About Tom's research

 

 

Tom started his career as a lab technician in the British Steel Corporation (1970-71), analysing data on the effects of friction in steel rolling mills. He then studied for a degree in physics at Manchester University (1971-1974), after which he became a Research Scientist at Kodak Ltd in London, where he got interested in colour vision. He transferred his work to The City University, London, where he did a PhD in Optometry and Visual Science (1975-78). He moved to Bristol University in late 1978 to work on hearing and vision with Richard Gregory. In 1986 he went to the University of Tübingen Eye Hospital, with a Fellowship from the Humboldt Foundation. His work was mainly on 'isoluminance' and its effects on the perception of form and motion. He returned to the UK for a part-time post-doc appointment in the Department of Psychology at Bristol; for the rest of the time he worked at the IBM UK Scientific Centre in Winchester, where he became interested in computational modelling of vision. He returned full-time to Bristol in 1988, and organised the European Conference on Visual Perception that year. He became a Lecturer in 1991. In 2000 he left Bristol to take up a post of Professor Psychology at the University of Sussex. In 2002 he returned to Bristol, also as Professor of Psychology, and founded the Cognition and Information Technology Research centre (COGNIT) whose aims, like Tom's, were to foster an interdisciplinary approach to cognitive neuroscience. He was on the management team of the Bristol Vision Institute (BVI), which supports and stimulates interdisciplinary research in vision science.

 

 

 

 

 

Tom's research interests were broadly within the area of perception, cognition, and action, with particular interests in computational modelling of vision, neuro-ecology, and robotics. One of his major research projects investigated the properties of the natural environment and how they map on to the organisation of the brain in humans, other primates, and birds. Together with Dr David Tolhurst (Physiology, Development, and Neuroscience, Cambridge) he began to develop a computational model of how we perceive differences between images. He was involved in a project with Professor Innes Cuthill and Dr Julian Partridge in the School of Biological Sciences, University of Bristol, to develop a similar model for starlings. Together with Dr Jan Noyes (Psychology, Bristol) he had applied some of this modelling to the problem of detecting rail signals. A project with Dr Iain Gilchrist (Psychology, Bristol) and Professor Owen Holland (Computer Science, Essex) funded by the EPSRC Adventure Fund was aimed at developing a 'conscious' robot. Together with a forensic scientist at Liverpool University, Dr Alex Hirschfield, Tom also set up a network of people to investigate all the issues surrounding CCTV surveillance of our cities. Other collaborations included work on virtual reality with Dr Katerina Mania (Informatics, Sussex), on visual ecology with Professor Daniel Osorio (Life Sciences, Sussex), on colour vision with Dr Annette Werner (Eye Hospital, Tübingen), and on computer graphics with Dr Erik Reinhard (Max Planck Institute for Informatics). In the last year or so before he died, Tom had also become very interested in the area of empirical aesthetics, specifically with reference to the feeling of 'presence' as affected by factors like screen size when watching movies.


▸ **Your assignment**
Could you write out exactly, and only, the lines from the one containing "in this screenshot." through the last line of the data, leaving out all pictures?

--- START ---

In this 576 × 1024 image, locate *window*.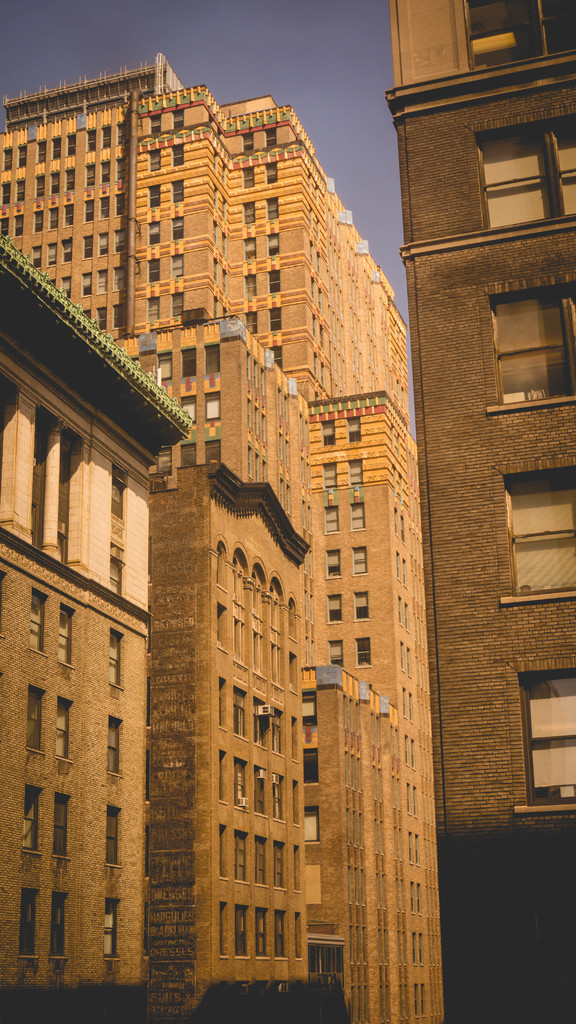
Bounding box: detection(45, 241, 57, 264).
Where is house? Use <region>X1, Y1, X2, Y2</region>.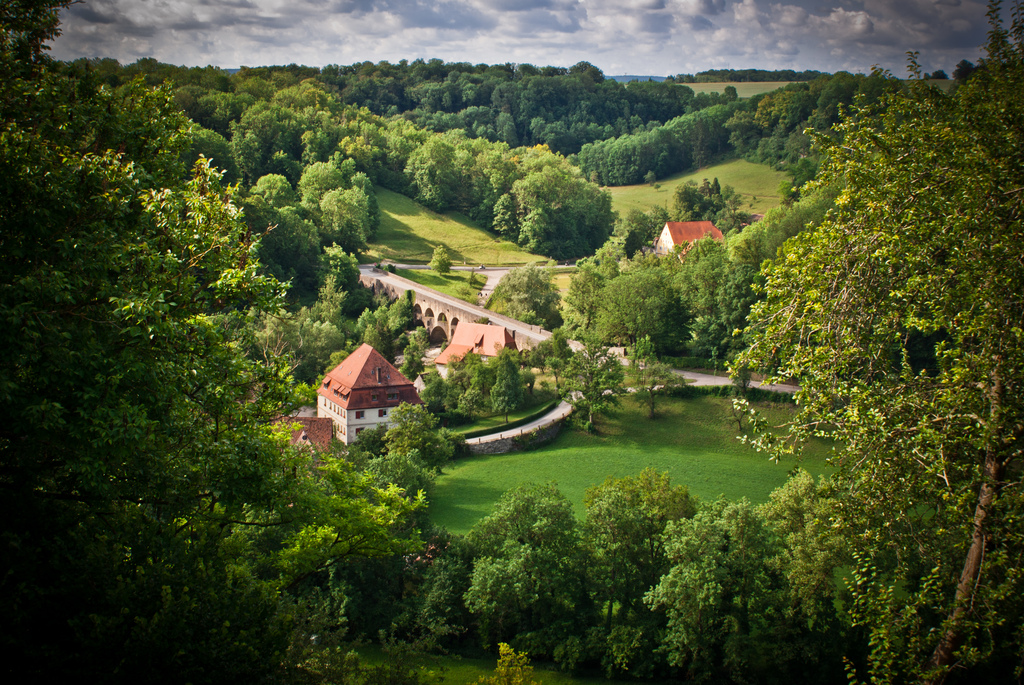
<region>294, 331, 422, 454</region>.
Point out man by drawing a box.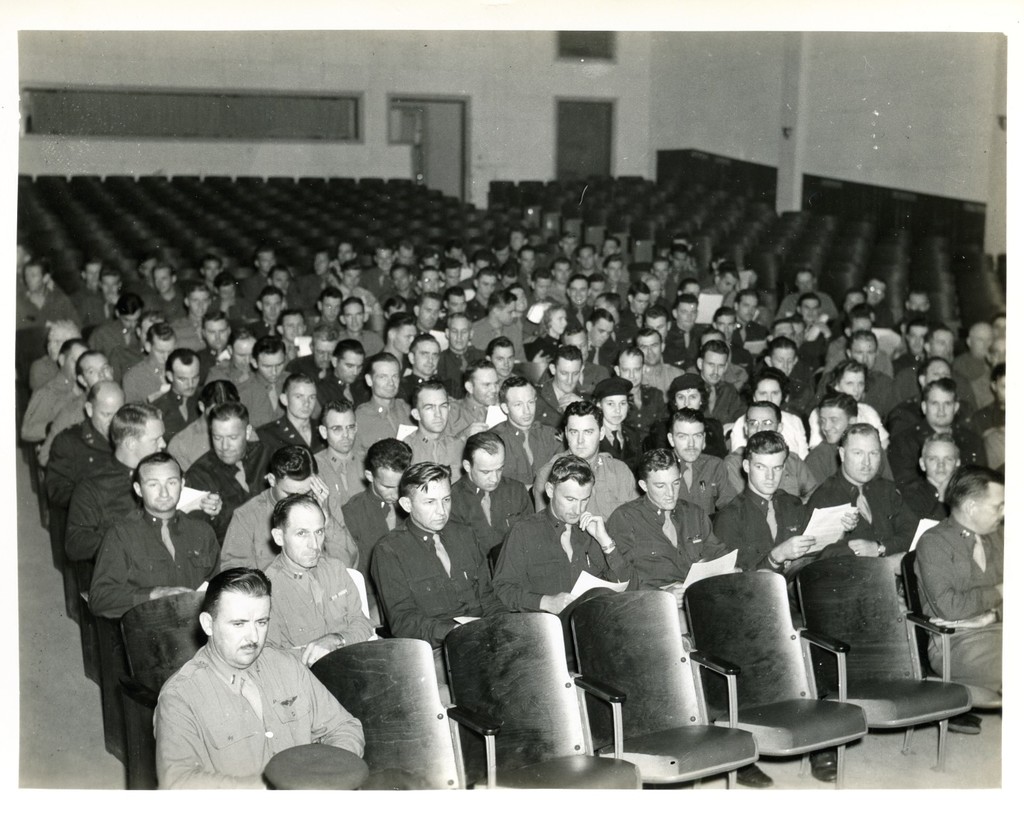
bbox(696, 343, 735, 411).
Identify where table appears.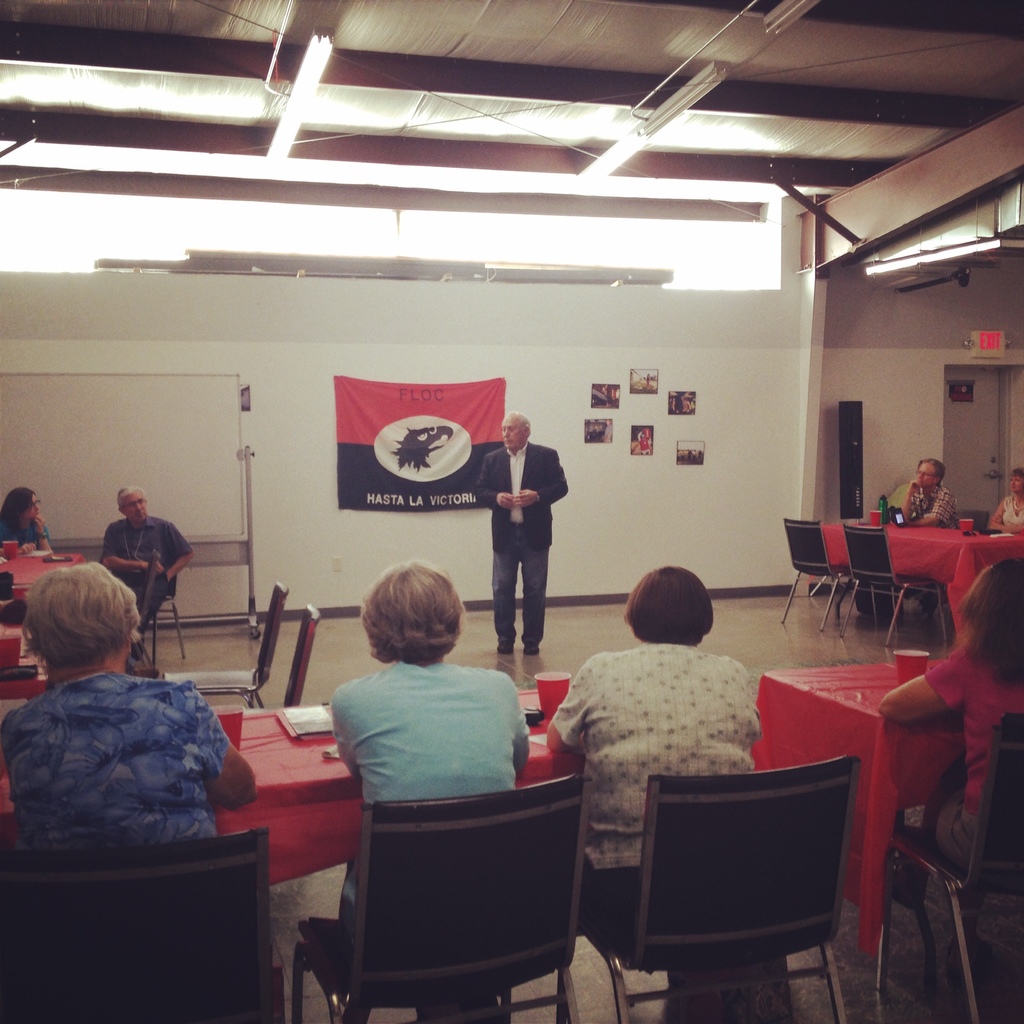
Appears at {"left": 216, "top": 680, "right": 570, "bottom": 879}.
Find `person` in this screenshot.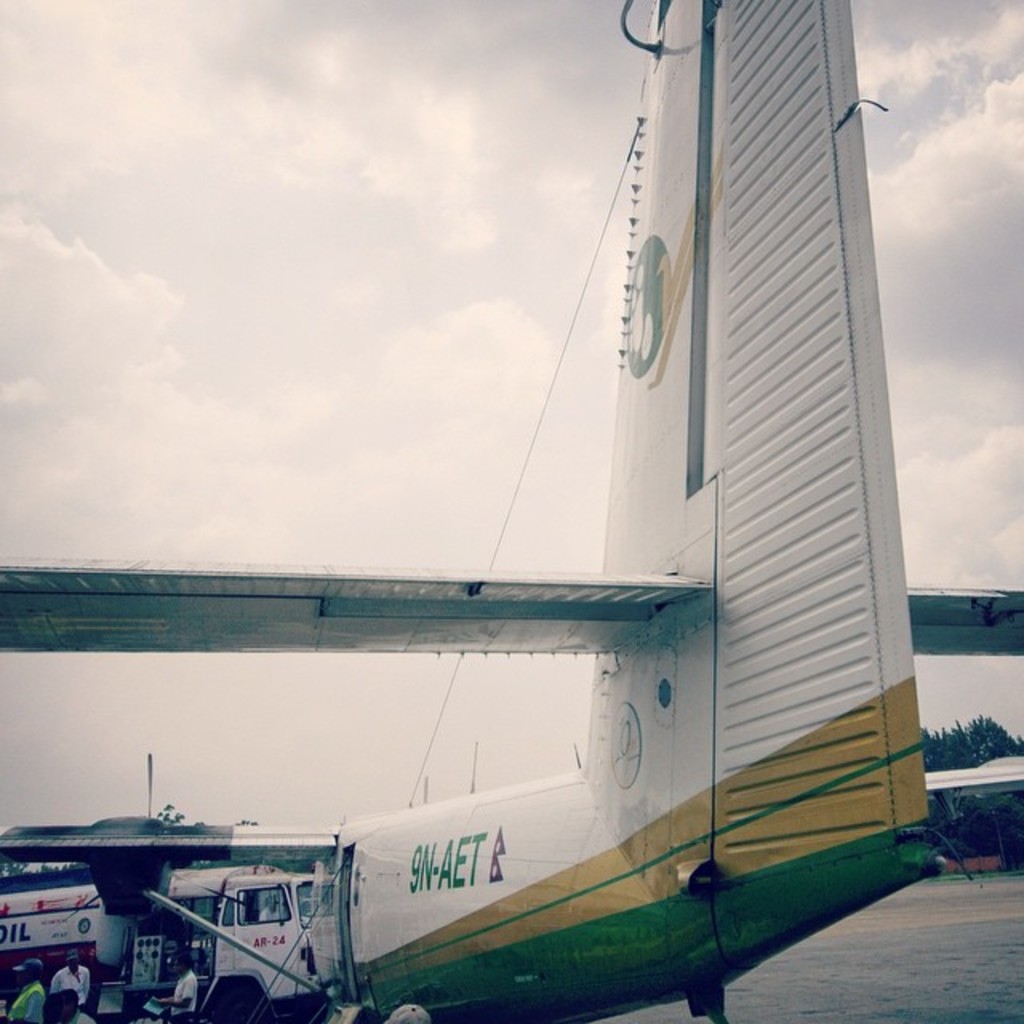
The bounding box for `person` is BBox(54, 947, 91, 1011).
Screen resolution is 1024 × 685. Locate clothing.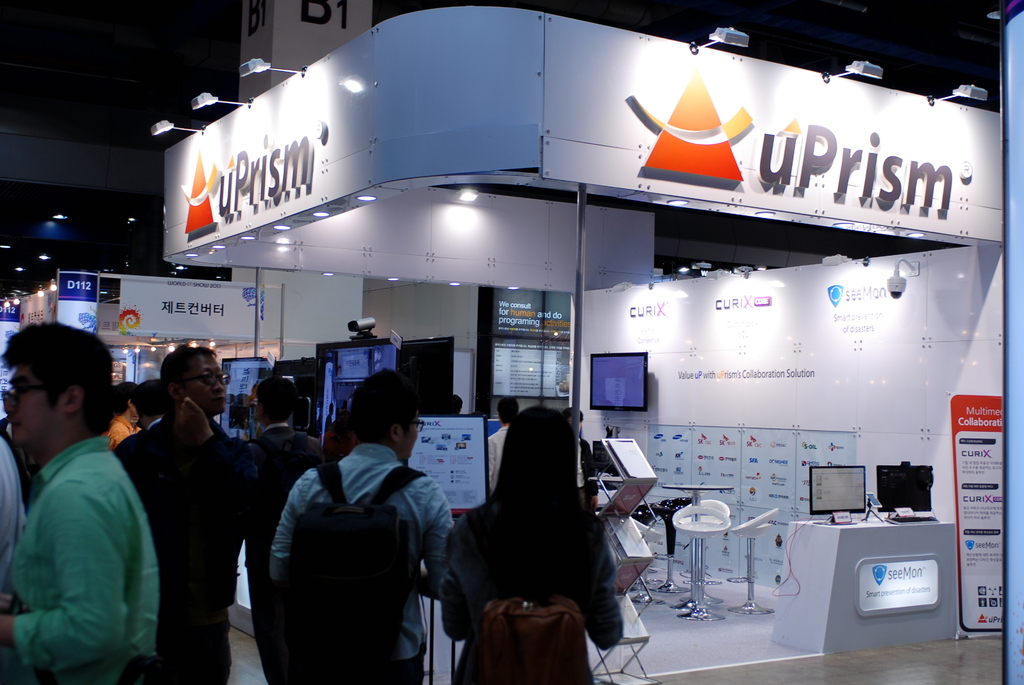
109/405/260/684.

--- END ---

▸ **Reply to the exercise**
Find `person` in this screenshot.
The bounding box for `person` is BBox(54, 947, 91, 1011).
Screen resolution is 1024 × 685. Locate clothing.
109/405/260/684.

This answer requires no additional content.